I smiled. “People pay more for gasoline and have more buttons to push. Otherwise, it’s about the same.”

6

That hot August was as close to a honeymoon as we ever managed, and it was sweet. Any pretense that I was rooming with Deke Simmons pretty well went out the window, although I still kept my car in his driveway at night.

Sadie recovered quickly from the latest insult to her flesh, and although her eye sagged and her cheek was still scarred and deeply hollowed where Clayton had cut through to the inside of her mouth, there was visible improvement. Ellerton and his crew had done a good job with what they had.

We read books sitting side by side on her couch, with her fan blowing back our hair— The Group for her, Jude the Obscure for me. We had backyard picnics in the shade of her prized Chinese Pistache tree and drank gallons of iced coffee. Sadie began to cut back on the smokes again.

We watched Rawhide and Ben Casey and Route 66. One night she tuned in The New Adventures of Ellery Queen, but I asked her to change the channel. I didn’t like mysteries, I said.

Before bed, I carefully smoothed ointment on her wounded face, and once we were in bed . . . it was good. Leave it at that.

One day outside the grocery store, I ran into that upstanding schoolboard member Jessica Caltrop. She said she would like to speak to me for a moment on what she called “a delicate subject.”

“What might that be, Miz Caltrop?” I asked. “Because I’ve got ice cream in here, and I’d like to get home with it before it melts.”

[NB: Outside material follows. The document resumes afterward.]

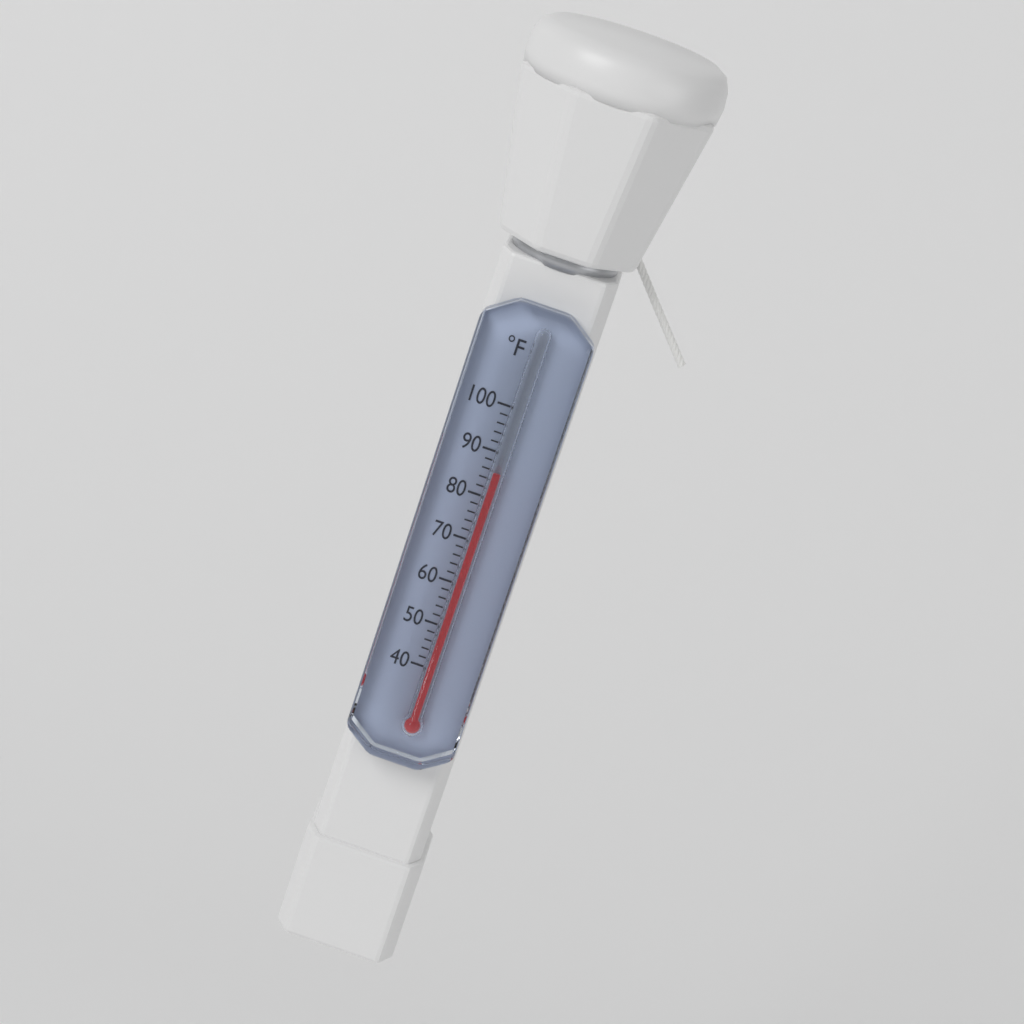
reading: 86 °F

She gave me a chilly smile that could have kept my French vanilla firm for hours. “Would home be on Bee Tree Lane, Mr. Amberson? With the unfortunate Miss Dunhill?”

“And that would be your business how?”

The smile froze a little more deeply. “As a member of the schoolboard, I have to make sure that the morality of our faculty is spotless. If you and Miss Dunhill are living together, that is a matter of grave concern to me. Teenagers are impressionable. They imitate what they see in their elders.”

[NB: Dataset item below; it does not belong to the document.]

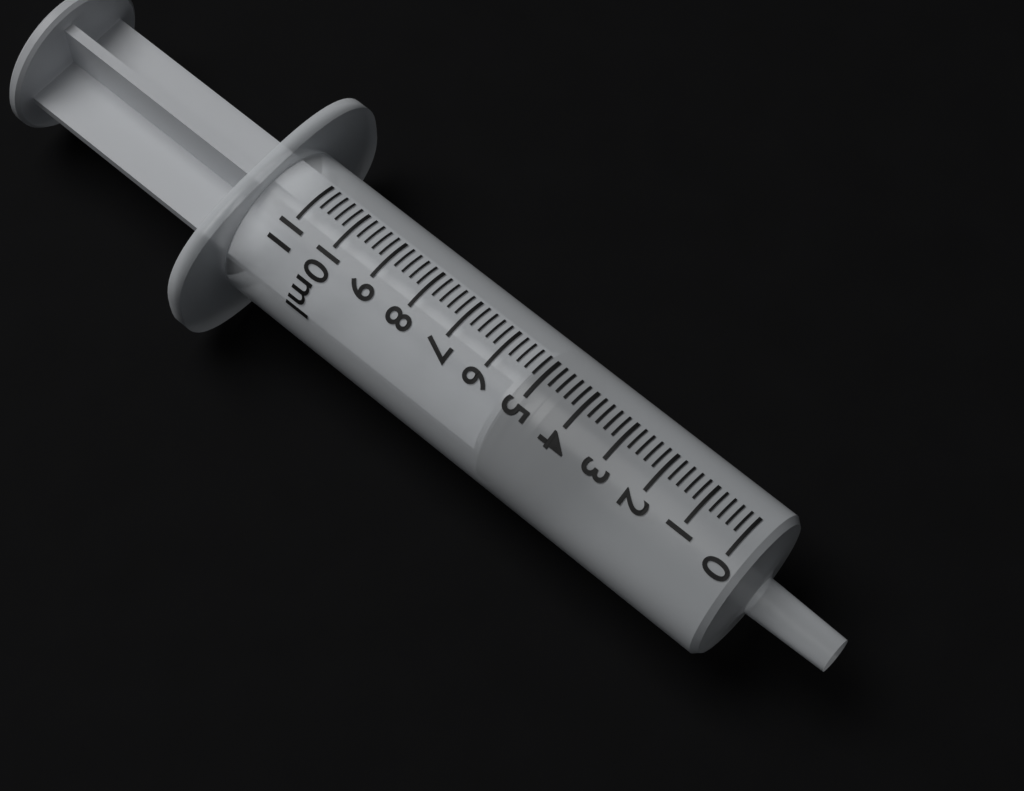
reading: 4.4 ml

“You think? After fifteen years or so in the classroom, I would have said they observe adult behavior and then run the other way as fast as they can.”

“I’m sure we could have an illuminating discussion on how you view teenage psychology, Mr. Amberson, but that’s not why I asked to speak to you, uncomfortable as I find it.” She didn’t look a bit uncomfortable. “If you are living in sin with Miss Dunhill—”

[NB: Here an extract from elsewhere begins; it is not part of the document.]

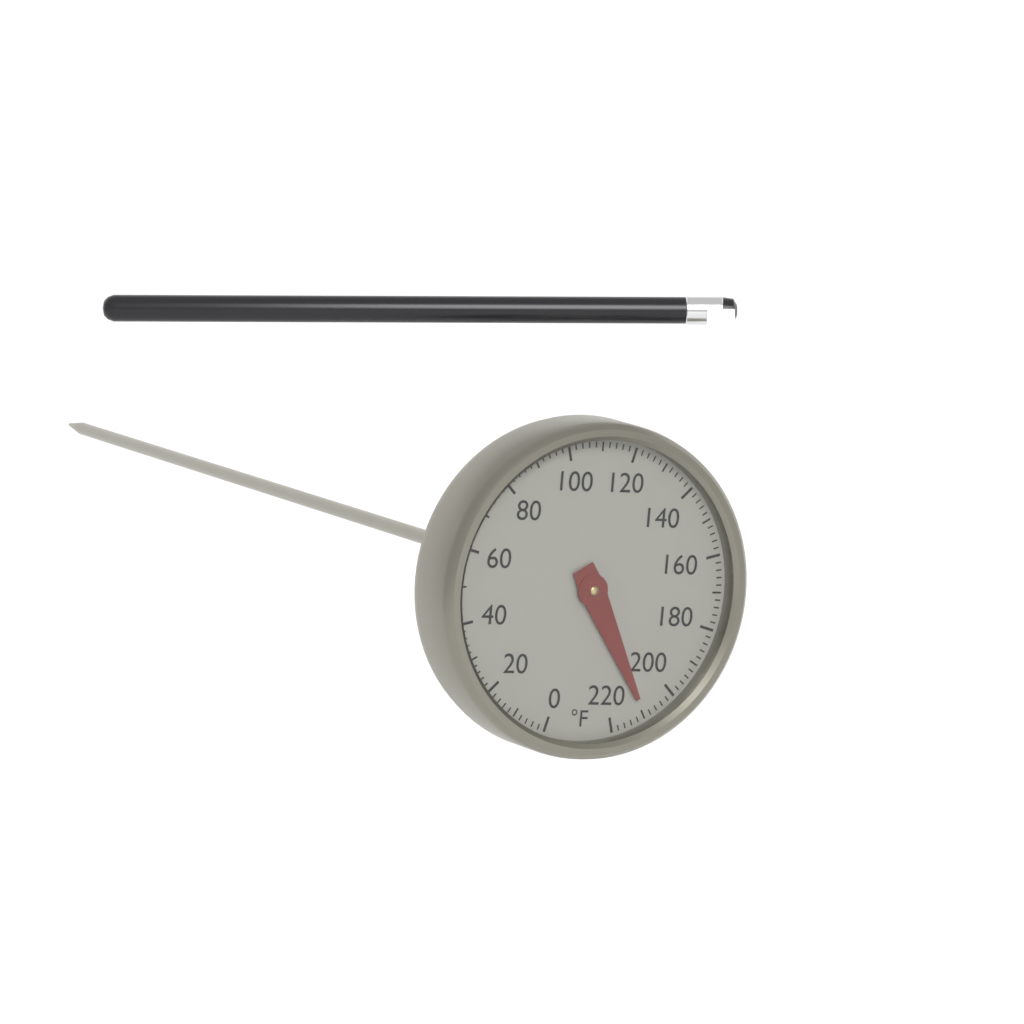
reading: 210 °F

“Sin,” I said. “Now there’s an interesting word. Jesus said that he without it was free to cast the first stone. Or she, I suppose. Are you without it, Miz Caltrop?”

“This discussion is not about me.”

“But we could make it about you. I could make it about you. I could, for instance, start asking around about the woods colt you dropped once upon a time.” She recoiled as if slapped and took two steps back toward the brick wall of the market. I took two steps forward, my grocery bags curled in my arms.

“I find that repulsive and offensive. If you were still teaching, I’d—”

“I’m sure you would, but I’m not, so you need to listen to me very carefully. It’s my understanding that you had a kid when you were sixteen and living on Sweetwater Ranch. I don’t know if the father was one of your schoolmates, a saddle tramp, or even your own father—”

“You’re disgusting!”

True. And sometimes it’s such a pleasure.

“I don’t care who it was, but I care about Sadie, who’s been through more pain and heartache than you’ve felt in your whole life.” Now I had her pinned against the brick wall. She was looking up at me, her eyes bright with terror. In another time and place I could have felt sorry for her. Not now. “If you say one word about Sadie—one word to anybody—I’ll make it my business to find out where that kid of yours is now, and I’ll spread the word from one end of this town to the other. Do you understand me?”